For more information, please see the Eclipse Committer Handbook: https://www.eclipse.org/projects/handbook/#resources-commit

Release management

dart_wot currently uses a semi-automated process for creating new releases. This involves generating the changelog, bumping the version number, and then letting GitHub Actions push the new version to pub.dev.

Changelog generation

For the creation of the changelog, we use git-cliff which automatically generates a CHANGELOG.md file based on the commit history and the conventional commit messages that have been used. The changelog is formatted according to the Keep a Changelog format via the configuration options set in cliff.toml.

Whenever a new commit is published to the main branch, a GitHub Actions workflow is run to update the changelog and push any changes to a (if needed) newly created Pull Request that also bumps the version number in the pubspec.yaml file.

Creating a new release

Preparing a new release currently still involves some manual work.

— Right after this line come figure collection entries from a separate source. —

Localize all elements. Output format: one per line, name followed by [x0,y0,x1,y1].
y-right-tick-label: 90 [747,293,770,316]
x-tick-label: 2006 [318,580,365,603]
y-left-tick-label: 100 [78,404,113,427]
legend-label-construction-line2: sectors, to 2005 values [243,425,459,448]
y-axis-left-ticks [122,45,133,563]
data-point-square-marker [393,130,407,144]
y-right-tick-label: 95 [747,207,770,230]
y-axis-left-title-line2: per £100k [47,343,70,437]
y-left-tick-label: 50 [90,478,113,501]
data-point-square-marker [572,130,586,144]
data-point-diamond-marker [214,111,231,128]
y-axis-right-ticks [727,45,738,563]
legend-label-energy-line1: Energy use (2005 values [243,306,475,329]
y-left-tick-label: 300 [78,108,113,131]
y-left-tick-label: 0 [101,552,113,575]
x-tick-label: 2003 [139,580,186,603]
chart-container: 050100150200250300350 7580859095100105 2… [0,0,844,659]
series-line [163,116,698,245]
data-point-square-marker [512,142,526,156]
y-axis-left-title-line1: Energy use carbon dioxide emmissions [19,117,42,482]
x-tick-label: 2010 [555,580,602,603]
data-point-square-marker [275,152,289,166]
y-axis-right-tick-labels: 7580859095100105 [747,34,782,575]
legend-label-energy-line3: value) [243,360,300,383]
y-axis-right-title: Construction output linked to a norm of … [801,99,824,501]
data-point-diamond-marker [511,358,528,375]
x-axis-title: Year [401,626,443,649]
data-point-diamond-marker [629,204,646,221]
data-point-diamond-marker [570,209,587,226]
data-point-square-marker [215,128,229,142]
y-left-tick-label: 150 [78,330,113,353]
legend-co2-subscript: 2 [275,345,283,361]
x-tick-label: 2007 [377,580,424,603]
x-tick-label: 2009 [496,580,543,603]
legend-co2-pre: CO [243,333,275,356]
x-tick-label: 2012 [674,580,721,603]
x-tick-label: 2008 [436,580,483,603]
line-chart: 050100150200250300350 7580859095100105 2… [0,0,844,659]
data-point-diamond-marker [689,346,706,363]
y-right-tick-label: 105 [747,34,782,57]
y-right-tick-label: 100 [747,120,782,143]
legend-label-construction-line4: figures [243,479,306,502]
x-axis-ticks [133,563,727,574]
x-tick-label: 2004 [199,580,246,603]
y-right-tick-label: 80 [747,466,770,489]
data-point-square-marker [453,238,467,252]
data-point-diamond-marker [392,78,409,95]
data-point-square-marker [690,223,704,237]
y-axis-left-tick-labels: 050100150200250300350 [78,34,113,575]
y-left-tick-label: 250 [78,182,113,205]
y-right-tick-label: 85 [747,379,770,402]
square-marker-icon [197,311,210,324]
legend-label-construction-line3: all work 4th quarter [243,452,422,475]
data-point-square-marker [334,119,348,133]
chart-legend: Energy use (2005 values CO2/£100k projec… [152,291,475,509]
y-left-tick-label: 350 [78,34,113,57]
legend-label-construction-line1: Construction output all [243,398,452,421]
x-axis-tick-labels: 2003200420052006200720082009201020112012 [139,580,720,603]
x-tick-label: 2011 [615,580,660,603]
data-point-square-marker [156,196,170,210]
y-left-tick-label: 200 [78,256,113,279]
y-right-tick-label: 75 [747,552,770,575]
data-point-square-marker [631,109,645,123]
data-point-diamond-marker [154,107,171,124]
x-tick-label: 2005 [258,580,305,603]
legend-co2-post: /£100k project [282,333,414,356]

Once a new release is ready, merge the latest Pull Request for release preparation. Then create a corresponding git tag for the release number with the prefix v(e.g., v1.0.0 for version 1.0.0). This can also be done via the GitHub web interface while creating a new release (where the latest CHANGELOG.md entry can be used for the release notes).

When the new tag is pushed to the remote repository on GitHub, a separate GitHub Actions workflow is then triggered that will push the new version to the pub.dev package repository, making it available for package users.

Contact

Contact the project developers via the project's "dev" list.